With my eldest son turning 12 this week (!) and both of my sons’ teachers having just had their first babies, I have had cause to reflect on where the time has gone. I wrote this for them, but it is possibly a little bit for me too…………..
Twelve years ago when I stepped out of my classroom for the last time, and took a giant leap into motherhood, I had no idea what to expect. My friends and colleagues hugged me and wished me well, many giving all sorts of advice. I thought I would share with you some of the advice I wish I was given.
5 things I wish I had been told before my first baby:
1. It’s ok to be terrified
I was never ready for children, until one day my good friend – who was 6 months pregnant – confided in me that she was terrified. This secret was the best gift I was given. It gave me the permission to try for a baby, even though I was terrified too.
When my boys were born, I was terrified about a million things: what if someone hurts them, what if I hurt them, what if they are not getting enough milk, what if they are too hot, too cold, what if they stop breathing when they are asleep, what if they don’t get enough sleep, what if they get germs from the shopping trolley, what if they won’t eat, what if they eat too much…………………………. aaaaggghhhh!!
My boys are now 12 and 9 and I am still terrified of a million things. It never goes away. Terrified is your new normal. But that’s ok. At some point along the way your heart reaches out and wraps up all of your worries and anxieties (and sheer terror) in love and while these things do bubble to the surface every now and then, the joy of the love you feel for this being you grew inside of you, always overrides your fears.
2. Babies don’t care about birth plans, or lesson plans, or any plans
As a teacher, you make lists. You make plans. You cross off items on your list and feel accomplished. You reflect on your lessons and evaluate them based on how well they followed your plan. You measure the success of your students against key outcomes. When your students achieve, you also feel that achievement. Sometimes, your students thank you for the lessons you prepared and planned and delivered. This makes you feel great.
Your baby does not know – or care – how much planning and preparation has gone into their arrival. Your baby does not know that you need sleep to function and be the best mum you can be. They don’t know that it has taken you half an hour of preparation just to leave the house and be in clean clothes and when they projectile vomit all over your clean clothes and their clean clothes and your face and hair and sometimes even a little bit ends up in your mouth, that this was not how you planned it! They won’t care that you have planned their Christening Day for weeks and that 3 seconds of explosive diarrhoea they have in the car on the way to the church is going to take you 3 hours to properly clean the baby seat, 3 packs of nappy wipes to clean off the baby and that in the photos your hands still smell like baby poo and you are holding the baby so the camera angle won’t pick up that small yellowy brown tell-tale mark of the earlier incident.
Unlike your students, your baby won’t thank you (at least, not for a few years). But they will smile at you, and that smile will be the benchmark against which you measure your success.
3. Your baby has never done this before either (so they don’t know when you stuff it up)
You are a wonderful teacher. Were you wonderful on your first day of teaching? Probably not. None of us were. It takes years to become proficient at a skill, many more to become an expert. So don’t expect to be an expert at all of this “mum stuff” from day one. Just because you are female and are growing this baby and will give birth to it, doesn’t mean you will know exactly what to do with it once it’s here!
This “Mother knows best” crap is wrong on so many levels. (Except your gut instinct. Always trust that. Even on days when you have had 5 minutes of broken sleep and you feel like you are stumbling through fog, your Mama bear instinct will still be with you). Most mums don’t “know” best. We simply make decisions based on what we think is best. Every day, we make decisions for our kids and often we make the wrong ones. That is parenthood. With this in mind, whenever you hear an opinion from a so called “parenting expert”, take it with a grain of salt. Think about how many years a person would have to be a parent to become proficient at it, let alone an expert. Then ask yourself how many kids of their own they have. I’m guessing you would need at least 20 kids of your own to come close to being an expert, and those poor women who have that many children are too bloody tired to share any opinion!
4. Some days are just shit
They are. But there is always tomorrow.
5. You are enough
From the day this beautiful tiny human being began growing inside of you, you have been everything it needs. This won’t change once they are born. You will have days when you feel like you are doing it all wrong. Try not to let it overwhelm you. Your baby loves you. Your baby will always love you. You are their world. Every day, in every way, You. Are. Enough.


Leaving out the images, please output every entry exactly as it appears.

[Provided records — start]

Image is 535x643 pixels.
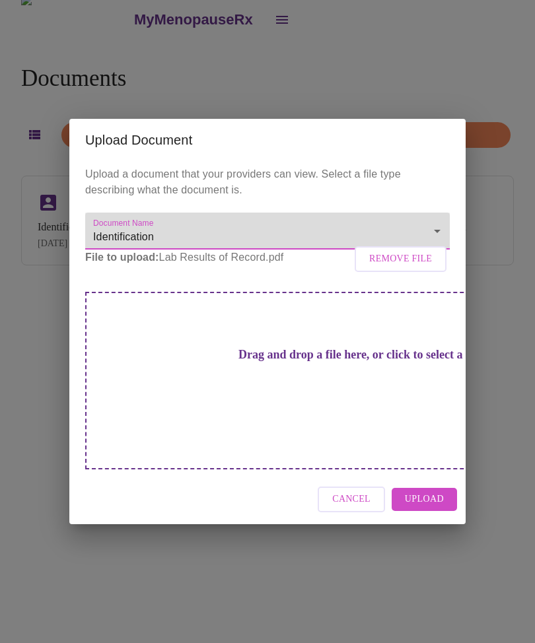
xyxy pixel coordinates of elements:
div: Identification [85,212,449,249]
strong: File to upload: [85,251,159,263]
h2: Upload Document [85,129,449,150]
button: Remove File [354,246,446,272]
span: Cancel [332,491,370,507]
button: Cancel [317,486,385,512]
p: Lab Results of Record.pdf [85,249,449,265]
button: Upload [391,488,457,511]
p: Upload a document that your providers can view. Select a file type describing what the document is. [85,166,449,198]
span: Upload [405,491,443,507]
span: Remove File [369,251,432,267]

[Provided records — finish]

- [Answer box]:
Image is 535x643 pixels.
xyxy pixel coordinates of elements:
div: Identification [85,212,449,249]
strong: File to upload: [85,251,159,263]
h2: Upload Document [85,129,449,150]
button: Remove File [354,246,446,272]
span: Cancel [332,491,370,507]
button: Cancel [317,486,385,512]
p: Lab Results of Record.pdf [85,249,449,265]
button: Upload [391,488,457,511]
p: Upload a document that your providers can view. Select a file type describing what the document is. [85,166,449,198]
span: Upload [405,491,443,507]
span: Remove File [369,251,432,267]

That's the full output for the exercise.